Ethics
The Essential Writings (Modern Library Classics)
What's it about
Struggling to tell right from wrong in a world of gray areas? Discover the timeless wisdom that can provide your moral compass. This collection demystifies ethics, offering you the foundational ideas from the greatest philosophical minds to help you build a more considered and principled life. Dive into the core arguments of thinkers like Aristotle, Kant, and Mill, made accessible and relevant for today's challenges. You'll explore the essential questions about happiness, duty, and the greater good, gaining practical frameworks to navigate complex decisions with confidence and clarity.
Meet the author
Gordon Marino is Professor Emeritus of Philosophy and the former director of the Hong Kierkegaard Library at St. Olaf College, one of the world's premier centers for existentialist thought. A lifelong scholar of philosophy's great minds, he has also been a boxing coach for over three decades, bringing a unique, grounded perspective to life's most profound ethical questions. This dual expertise in both academic rigor and real-world application informs his accessible approach to the essential writings on how one ought to live.

The Script
Two boxers circle the ring, both possessing the same raw physical talent, the same speed, the same power. One fights with a cold, technical precision, each move a calculated equation aimed at accumulating points. His punches are perfect, his footwork flawless, but his eyes are distant, detached from the visceral reality of the fight. The other boxer is different. His movements are just as skilled, but they flow from a deeper, more engaged place. He feels the rhythm of his opponent, anticipates the shift in weight, and throws punches not just to score, but to communicate, to impose his will, to answer the fundamental question being asked in the center of that ring. His fighting is an extension of his character, a raw expression of who he is in that moment of crisis.
From the outside, we can judge their technique, but how do we begin to understand the internal difference? One is performing a task; the other is living a truth. This gap between technical execution and authentic being is the space Gordon Marino has explored for decades, not just in the classroom but in the boxing gym. As a professor of philosophy and the long-time boxing coach at St. Olaf College, Marino grew frustrated with ethics being taught as a sterile, abstract puzzle. He saw young people who could ace an exam on Aristotle's virtues but couldn't summon the courage to face a difficult conversation. He wrote Ethics to pull philosophy out of the ivory tower and put it back in the ring of everyday life, offering a way to train our character for the fights that truly matter.
Module 1: The Curse and Gift of Ambiguity
We often think of ambiguity as a problem to be solved. A bug in the system. De Beauvoir argues the opposite. She says ambiguity is the core feature of human existence. We are a union of mind and body. We are subjects who feel free, who dream and plan. But we are also objects in a physical world, subject to gravity, biology, and death. This tension is permanent. It’s the central conflict of our lives.
From this starting point, de Beauvoir builds her entire ethical framework. Acknowledge that human existence is fundamentally a contradiction. You are both a god-like consciousness, the center of your own universe, and a fragile creature, a speck of dust in the cosmos. You can imagine infinity, but your time is finite. You feel like the main character, yet you know you are just one of eight billion. Philosophical systems throughout history have tried to resolve this. They either deny our physical bodies in favor of a pure spirit or reduce our consciousness to mere chemical reactions. De Beauvoir says these are evasions. True ethics begins when you stop trying to escape the contradiction and learn to live within it.
So what happens next? This is where freedom enters the picture. Because our existence is not pre-defined, we are "condemned to be free." This is a famous existentialist idea. It means we are thrown into the world without a script. We must invent our own meaning. Your freedom is the source of all value, but it is a burden you must actively carry. Values don't exist out in the world, waiting to be discovered. They are created and sustained by our choices. Think of a startup founder. There is no pre-existing rule that says her product should exist. She wills it into existence through her conviction and action. She creates its value. In the same way, your life's meaning is something you build, choice by choice.
This brings us to a crucial point. If we are the source of value, what stops us from becoming tyrants? De Beauvoir’s answer is a radical redefinition of what it means to be free. Your personal freedom is only real when you will the freedom of others. This is a logical conclusion. If freedom is the basis of all value, then to value your own freedom, you must value the very source of value itself. And that source exists in every other person. When you oppress someone, you are attacking the principle of freedom that justifies your own existence. You are sawing off the branch you're sitting on. This is why a leader who crushes dissent to achieve a goal ultimately hollows out her own project. She is destroying the very thing that gives her actions meaning.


Task
Repeat the lines below exactly as written, please, from the line with "What do you see at coordinates (199, 190)" to the line with "The width and height of the screenshot is (750, 366).", both lines included, and no others.

[Records from a data source]
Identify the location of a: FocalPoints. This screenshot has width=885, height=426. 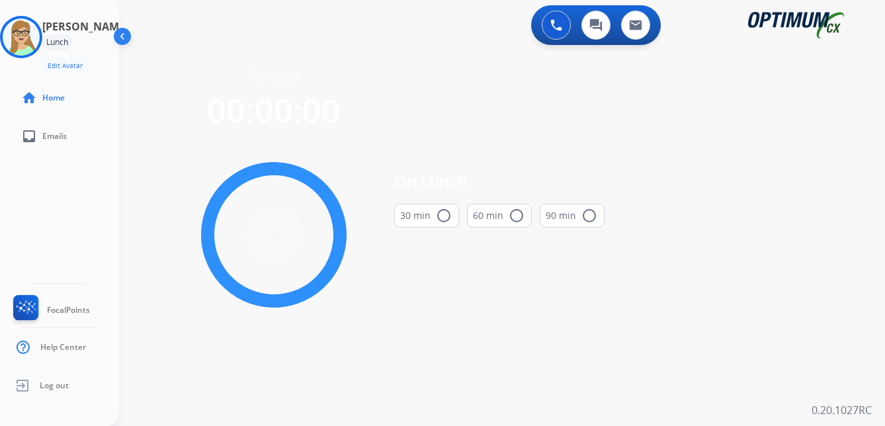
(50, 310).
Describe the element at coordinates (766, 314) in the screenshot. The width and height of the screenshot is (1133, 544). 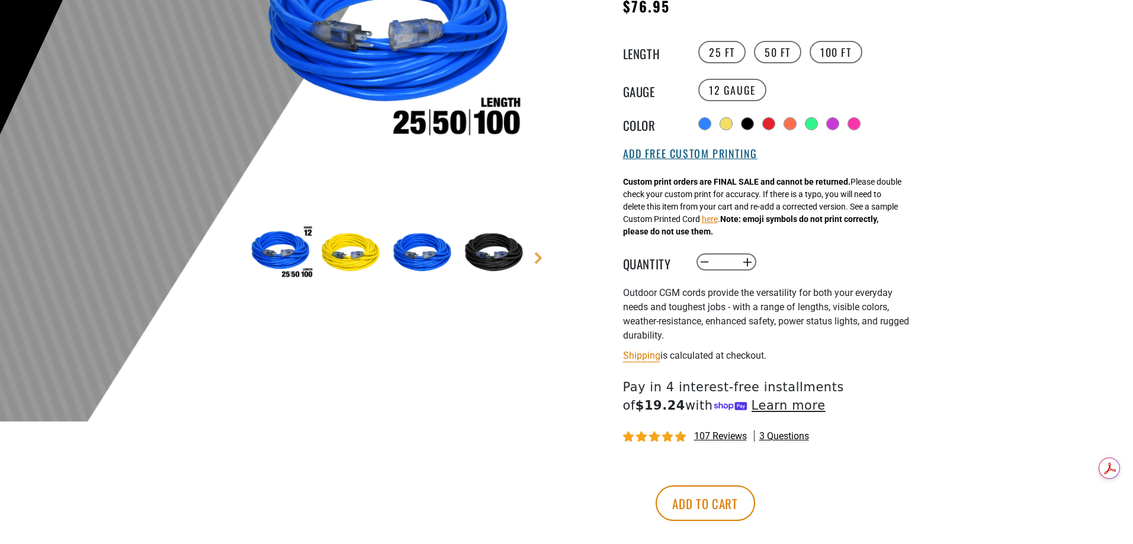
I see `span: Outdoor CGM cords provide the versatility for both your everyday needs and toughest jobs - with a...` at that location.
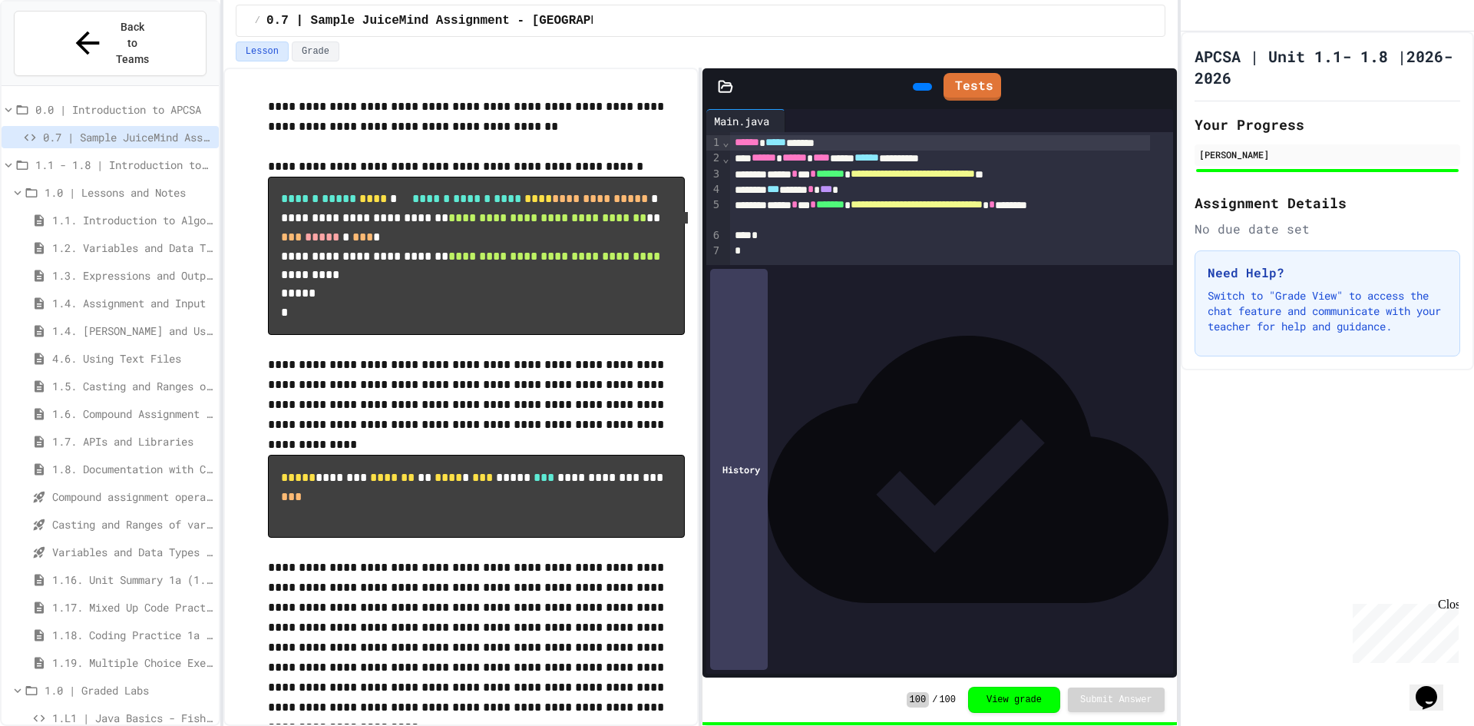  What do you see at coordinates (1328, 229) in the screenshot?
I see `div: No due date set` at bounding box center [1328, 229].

* * *

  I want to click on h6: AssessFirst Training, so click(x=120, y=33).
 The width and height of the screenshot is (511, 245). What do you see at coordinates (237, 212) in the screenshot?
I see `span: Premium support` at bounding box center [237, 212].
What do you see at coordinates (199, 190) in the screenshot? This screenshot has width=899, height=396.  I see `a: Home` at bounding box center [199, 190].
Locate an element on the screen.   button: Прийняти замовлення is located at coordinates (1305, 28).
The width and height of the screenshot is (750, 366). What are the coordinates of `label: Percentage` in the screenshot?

Task solution
What do you see at coordinates (199, 190) in the screenshot? This screenshot has width=899, height=396.  I see `a: Home` at bounding box center [199, 190].
Locate an element on the screen.   button: Прийняти замовлення is located at coordinates (1305, 28).
The width and height of the screenshot is (750, 366). What are the coordinates of `label: Percentage` in the screenshot?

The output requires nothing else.